Cheers erupted as Mr. McConnell waved his tiny wand and a swirl of black dust settled over the room. James Inhofe, presumed new chair of the Environment and Public Works Committee, patted his fingers together in ecstasy and had to be excused when he sprained his face giggling. Republican Wave whinnied and hawked up a loogie while Lamar Smith, chair of the House Science, Space, and Technology Committee strolled in to enthusiastic applause, flanked by Adam and Eve and a triceratops.

"That's right, sir," he said.  "The American people sent us here today to solve problems, and the biggest problem we face is science. That's Job One, right, guys? Let's all give a hand to our friends here, Adam, the little woman, and this big fellow."

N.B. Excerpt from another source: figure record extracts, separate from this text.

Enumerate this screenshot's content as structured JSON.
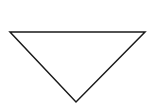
{
  "diagram": {
    "shape": "inverted-triangle",
    "stroke_color": "#1a1a1a",
    "fill_color": "#ffffff",
    "background": "#ffffff",
    "stroke_width": 1.5,
    "points": "10,32 145,32 76,102"
  }
}
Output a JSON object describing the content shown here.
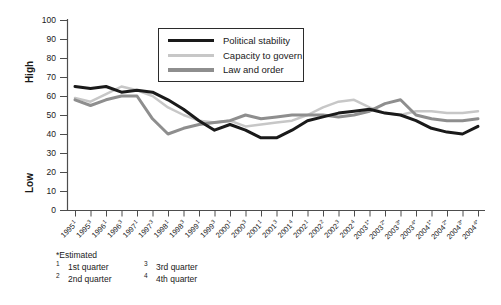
{
  "chart_data": {
    "type": "line",
    "title": "",
    "xlabel": "",
    "ylabel": "",
    "ylim": [
      0,
      100
    ],
    "yticks": [
      0,
      10,
      20,
      30,
      40,
      50,
      60,
      70,
      80,
      90,
      100
    ],
    "grid": false,
    "legend_position": "top-center-inside",
    "categories": [
      "1995¹",
      "1995³",
      "1996¹",
      "1996³",
      "1997¹",
      "1997³",
      "1998¹",
      "1998³",
      "1999¹",
      "1999³",
      "2000¹",
      "2000³",
      "2001¹",
      "2001³",
      "2001⁴",
      "2002¹",
      "2002²",
      "2002³",
      "2002⁴",
      "2003¹*",
      "2003²*",
      "2003³*",
      "2003⁴*",
      "2004¹*",
      "2004²*",
      "2004³*",
      "2004⁴*"
    ],
    "series": [
      {
        "name": "Political stability",
        "color": "#1a1a1a",
        "stroke_width": 3,
        "values": [
          65,
          64,
          65,
          62,
          63,
          62,
          58,
          53,
          47,
          42,
          45,
          42,
          38,
          38,
          42,
          47,
          49,
          51,
          52,
          53,
          51,
          50,
          47,
          43,
          41,
          40,
          44
        ]
      },
      {
        "name": "Capacity to govern",
        "color": "#c7c7c7",
        "stroke_width": 2.5,
        "values": [
          59,
          57,
          61,
          65,
          63,
          60,
          54,
          50,
          47,
          46,
          47,
          44,
          45,
          46,
          47,
          50,
          54,
          57,
          58,
          54,
          51,
          50,
          52,
          52,
          51,
          51,
          52
        ]
      },
      {
        "name": "Law and order",
        "color": "#8e8e8e",
        "stroke_width": 3,
        "values": [
          58,
          55,
          58,
          60,
          60,
          48,
          40,
          43,
          45,
          46,
          47,
          50,
          48,
          49,
          50,
          50,
          50,
          49,
          50,
          52,
          56,
          58,
          50,
          48,
          47,
          47,
          48
        ]
      }
    ]
  },
  "y_axis": {
    "high_label": "High",
    "low_label": "Low"
  },
  "footnotes": {
    "estimated": "*Estimated",
    "items": [
      {
        "sup": "1",
        "text": "1st quarter"
      },
      {
        "sup": "2",
        "text": "2nd quarter"
      },
      {
        "sup": "3",
        "text": "3rd quarter"
      },
      {
        "sup": "4",
        "text": "4th quarter"
      }
    ]
  }
}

Adam nodded shyly and patted the triceratops on the thigh, his fig leaf beginning to flutter. "Found him in the Garden of Eden," he said, as Eve cast him a demure smile. The triceratops rumpled up his face plates in confusion and motioned for an interpreter.

"But you can't--" the reporter winced as if in pain--"you can't just wave a tiny wand and make science or global warming go away. You--"

"Just did, son," McConnell said, his hand in a complimentary bowl of Cheetos. "It's the responsible thing to do. Look. You can have all the airy-fairy theories you want, but at some point you need to grow up. We can't fix climate change and burn fossil fuels both. And the American people know what they want. We're not going to stop giving it to them until all the money is drilled out. We're the greatest nation on Earth! We'll be fine."

"But--but that's like saying Hiroshima was no big deal, because the Enola Gay had comfy seat cushions."

"Exactly." Member of the assembled new Republican majority shrugged in unison, pleased at the consensus.

"Job One number three," House Speaker John Boehner put in, dabbing away a tear, "Repealing Obamacare." He held his hand up, acknowledging the ovation. "We're going to rip Obamacare out by the curly hairs, and replace it with a good Republican plan that guarantees a marketplace of affordable insurance options, prohibits the cancellation of coverage for pre-existing conditions, and allows children to stay on their parents' insurance until age 26."

The reporter appeared to be working out a kink in his neck. "But that sounds exactly like O--"

"FreedomCare," Mr. McConnell inserted. "It's completely different, son. And we're adding a phrenology benefit and a free annual balancing of the humours."

"But--"

"And no website. Am I right? We'll have Marge and Phyllis back on the switchboard, doing what they do best for America. Make no mistake: we are here on America's business, but we are extending the crabbed hand of cooperation and hoping the President will agree to meet us halfway. Say, the sixteenth century," he concluded.

"I would like to point out at this time," whined Harry Reid from a low stool in the corner, "that the room is fast filling up with unicorn and triceratops shit. And your friend Adam over there is looking a little gassy. Can we adjourn until such time as we get this all cleaned up?"

"Cleaned up!" McConnell was tinkly with laughter. "Let me show you how it's done, my friend. We don't clean up. We'll just adjourn to the GlaxoSmithKline Room for now, head over to the Monsanto Cafeteria for lunch, pee-pee in the BP teepee, and reconvene tomorrow in the Johnson and Johnson Senate Chambers. Clean up!" The room had collapsed into hilarity, with several members off-balance from attempts to connect with a high-five.

Boehner honked merrily into a hankie. "It's not like we're going to run out of rooms," he wheezed.